How Much Does Your Building Weigh, Mr. Foster?: The British Starchitect Follows the Money

In this country, British modernist “starchitect” Norman Foster is perhaps best known for the Hearst headquarters in New York, with its huge atrium set within the old masonry shell and a faceted new glass tower rising above. A working-class Manchester lad, he trained at Yale and became a brand name by the late ’60s—aided in part by association with his futurist mentor, Buckminster Fuller (who posed this doc’s titular question). Now in his mid-70s, Foster runs a large international firm that (as detractors will tell you, though none appear here) has been chasing megaproject money from China to Dubai to Kazakhstan. “They are thinking big,” he says of such emerging economies, and big is certainly what Foster does best. Aerial shots of the famous Millau Viaduct in France, with its needle-topped spires and delicate lattice of support cables, draw gasps; and there is much to praise in Hong Kong’s HSBC tower and other structures that place the skeleton on the outside. Inside are, yes, still more atria—the kind of soaring enclosures that suggest both cathedral and shopping mall. “How do you give glamour to an office building?” Foster asks rhetorically. Well, so far as the owners are concerned, you hire a starchitect, which makes the building easier to lease. But absent here among those who praise Foster (including Bono, Richard Serra, and critic Paul Goldberger), are the voices of any poor office workers who actually labor within. His edifices are not, to put it politely, human-scaled; their huge, exposed guts—steel sinew and Kevlar skin—can make you feel like Shia LaBeouf being dwarfed by Optimus Prime.
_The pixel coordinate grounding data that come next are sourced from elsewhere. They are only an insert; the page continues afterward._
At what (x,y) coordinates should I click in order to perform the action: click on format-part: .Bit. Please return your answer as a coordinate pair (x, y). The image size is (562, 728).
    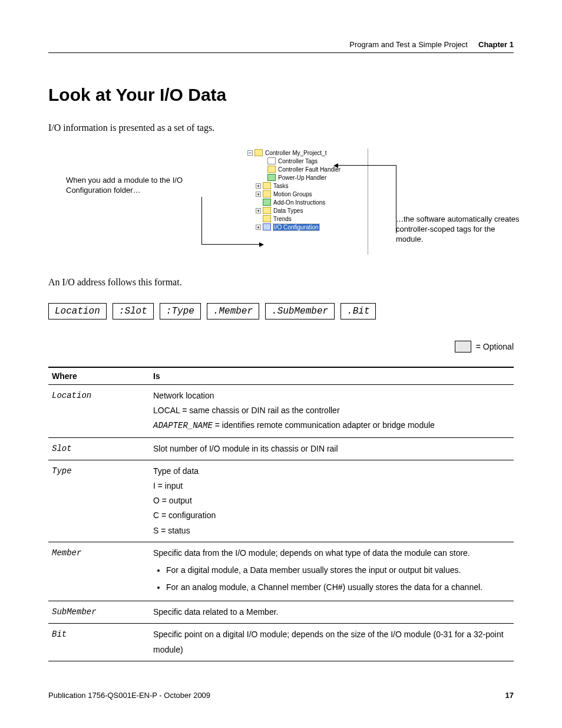
    Looking at the image, I should click on (358, 311).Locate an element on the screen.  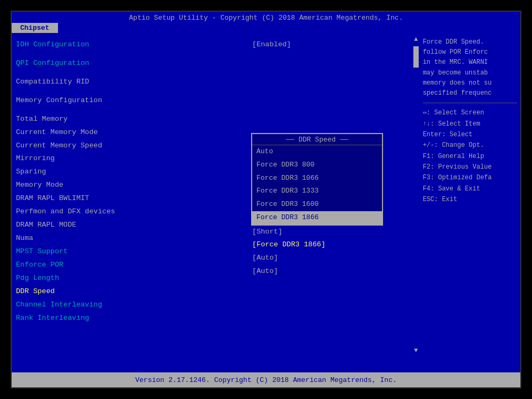
key-esc: ESC: Exit is located at coordinates (470, 200).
By the time this fawning doc enters the CG-animated rendering of a $15 billion planned city in Abu Dhabi (a movie within the movie), you realize it’s essentially an infomercial for the company Foster unsuccessfully tried to sell before the 2008 crash. But even in our current recession, he’s still thinking big—most recently pitching a $77 billion transportation hub north of London. If the Brits don’t buy it, the Chinese will.